David J.C. MacKay has a draft book out online, http://www.inference.phy.cam.ac.uk/mackay/ , which is worth a browse. He is due to give a talk here in a bit, which should prove interesting.
The book is an attempt to look at renewable energy from a broad-brush numbers point of view (in which I suspect it does a rather better jobs than “Heat” by Monbiot). But the bit I want to look at is the “offsetting” section, p143 onwards, the Story of Joan and Thambo. Joan flies in a plane, and offsets her emissions by helping Thambo keep warm by not burning his pile of coal. This seems fair enough: she emits X CO2 but her offset money allows Thambo to not emit X. The example assumes that all is above board, as it might not be in the real world. Yet for some reason MacKay seems to view this with suspicion, because the Joan+Thambo combination is not emitting *less* CO2. But this is silly… the purpose of the offset it only to remove what you emit (though you could buy 2* offsets; or just buy the offsets without travel).

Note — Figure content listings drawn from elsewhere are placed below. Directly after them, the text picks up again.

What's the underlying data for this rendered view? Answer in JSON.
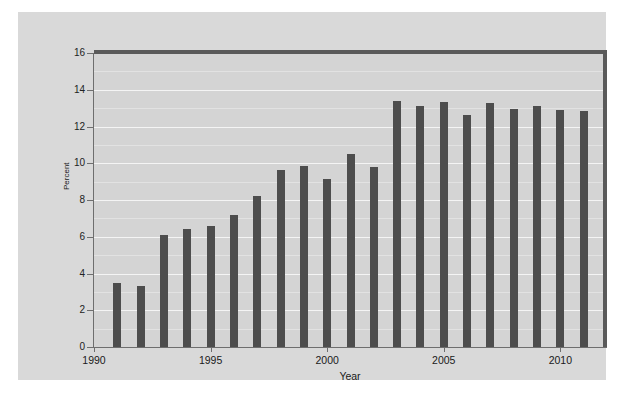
{
  "chart_data": {
    "type": "bar",
    "title": "",
    "xlabel": "Year",
    "ylabel": "Percent",
    "xlim": [
      1990,
      2012
    ],
    "ylim": [
      0,
      16
    ],
    "grid": true,
    "legend": false,
    "y_ticks": [
      0,
      2,
      4,
      6,
      8,
      10,
      12,
      14,
      16
    ],
    "y_tick_labels": [
      "0",
      "2",
      "4",
      "6",
      "8",
      "10",
      "12",
      "14",
      "16"
    ],
    "y_minor_ticks": [
      1,
      3,
      5,
      7,
      9,
      11,
      13,
      15
    ],
    "x_ticks": [
      1990,
      1995,
      2000,
      2005,
      2010
    ],
    "x_tick_labels": [
      "1990",
      "1995",
      "2000",
      "2005",
      "2010"
    ],
    "categories": [
      1991,
      1992,
      1993,
      1994,
      1995,
      1996,
      1997,
      1998,
      1999,
      2000,
      2001,
      2002,
      2003,
      2004,
      2005,
      2006,
      2007,
      2008,
      2009,
      2010,
      2011
    ],
    "values": [
      3.5,
      3.3,
      6.1,
      6.4,
      6.6,
      7.2,
      8.2,
      9.65,
      9.85,
      9.15,
      10.5,
      9.8,
      13.4,
      13.1,
      13.35,
      12.65,
      13.3,
      12.95,
      13.1,
      12.9,
      12.85
    ],
    "bar_color": "#4d4d4d",
    "panel_color": "#d4d4d4",
    "gridline_color": "#f4f4f4",
    "axis_color": "#6e6e6e"
  }
}
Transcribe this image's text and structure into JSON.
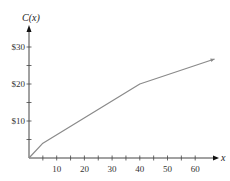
{
  "chart_data": {
    "type": "line",
    "title": "",
    "xlabel": "x",
    "ylabel": "C(x)",
    "xlim": [
      0,
      67
    ],
    "ylim": [
      0,
      35
    ],
    "x_ticks_major": [
      10,
      20,
      30,
      40,
      50,
      60
    ],
    "x_tick_labels": [
      "10",
      "20",
      "30",
      "40",
      "50",
      "60"
    ],
    "x_ticks_minor_step": 5,
    "y_ticks_major": [
      10,
      20,
      30
    ],
    "y_tick_labels": [
      "$10",
      "$20",
      "$30"
    ],
    "y_ticks_minor_step": 5,
    "grid": false,
    "legend": null,
    "series": [
      {
        "name": "C(x)",
        "color": "#8a8a8a",
        "points": [
          [
            0,
            0
          ],
          [
            5,
            4
          ],
          [
            40,
            20
          ],
          [
            67,
            26.75
          ]
        ],
        "end_arrow": true
      }
    ]
  },
  "colors": {
    "axis": "#444444",
    "line": "#8a8a8a"
  }
}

What he doesn’t really address is what happens when we run out of such easy methods to offset CO2, which I suspect is a much bigger problem.
Incidentally, p148 has a nice graph of what happens versus the costs of a carbon tax. According to his estimates, sequestration of CO2 from thin air occurs at $130 (per tonne) and impact on US car-driving only occurs at $400. Carbon offsetting, though is available from $7.50.